Tuesday, March 28, 2006

Valhalla, I am coming

Half a million strong, they march through the streets of Los Angeles. Thousands more in Chicago, and Denver, and Phoenix. Some want justice, some want Aztlan, some conflate the two. And thus the political issue of the year arrives full force.

My natural inclination is to have great sympathy for immigrants. What makes our nation great is that we have generally accepted those who seek a better life. Whether Irish from the coffin ships, or Bavarian Catholics escaping the Kaiser's conscription, or Jews escaping the furies of European pogroms and the Holocaust, or Italians, or Poles, or Cubans, or Vietnamese, or Hmong, there has always been room in America to accommodate those seeking a better life. I admire anyone with the gumption to pull up stakes and leave horrors behind, betting on a brighter future.

But the tension always comes - all these newcomers are different. They speak a different language. They have different customs. Their foods smell funny. They don't accept our notions or our values. They take away our jobs. So sayeth the critics now, echoing the complaints of the Know-Nothings 150 years ago.

How dare we call them Know-Nothings? After all, the millions who are here illegally are here illegally, doncha know? They are criminals, we are told.

The marchers respond, "somos ilegales, no somos criminales." They are not criminals, just illegal. Distinctions, of course. We must make distinctions. Unsophisticated Red State rubes! Can't understand, won't understand. Tancredo, that demagogue! Might this be racismo? Claro, es obvio.

*****

Are things really different now? And are these latest immigrants different? The impulse, the noble striving, that drives the immigrant to cross the border, to board the raft, to overstay the student visa, is the same as always. People do want a better life. The Rascals sang it way back in '68 - People Got To Be Free. It's such a cliche that Garry Trudeau put the words in the president's mouth in a Sunday cartoon not long ago. The problem we face -- how do we, all of us, define better? Do the sojourners who risk so much accept the American ideal? Or do they come and follow the dictates of the professional grievance mongers, the cult leaders of identity, La Raza? And how do they choose?

How do we choose? When half a million people are marching on the streets of Los Angeles, it's not a rent-a-mob. We have to make intelligent decisions about how we deal with the 11 million people who are here, who live in the shadows, who find their way to El Norte. These immigrants are not simply sent back across the border. It doesn't work that way. It won't happen. We don't have the means.

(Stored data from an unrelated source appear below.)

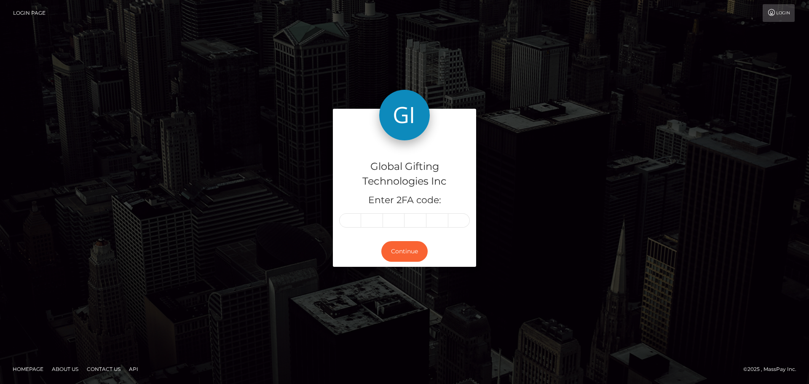 This screenshot has height=384, width=809. What do you see at coordinates (28, 369) in the screenshot?
I see `a: Homepage` at bounding box center [28, 369].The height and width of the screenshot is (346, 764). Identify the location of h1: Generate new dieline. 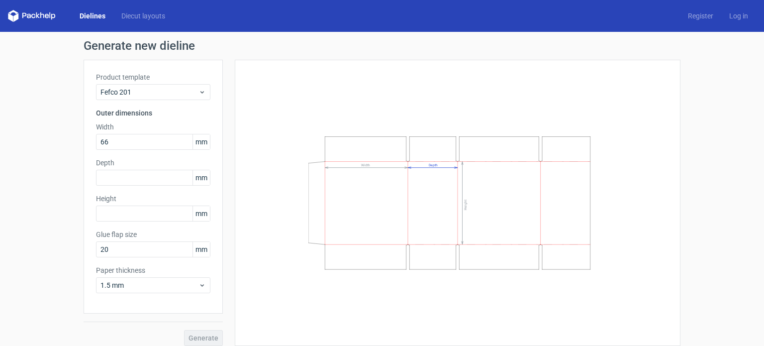
(382, 46).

We don't have enough guns and bayonets. And if we did, this would no longer be America.

But if the people are coming, how do we teach them what it means to be an American? We have such difficulty deciding these most basic questions; civics classes are anything but civil. The word that hangs over all, a giant wall cloud flashing with electricity and pregnant with flooding rains, is assimilation. How do we ensure that those who come to America become Americans?

We need to answer this question first. Otherwise we are, at best, Quebec. At worst, we become Iraq, or Kosovo, or Darfur. We live in an existential era, where we face existential threats. But do we recognize the work ahead?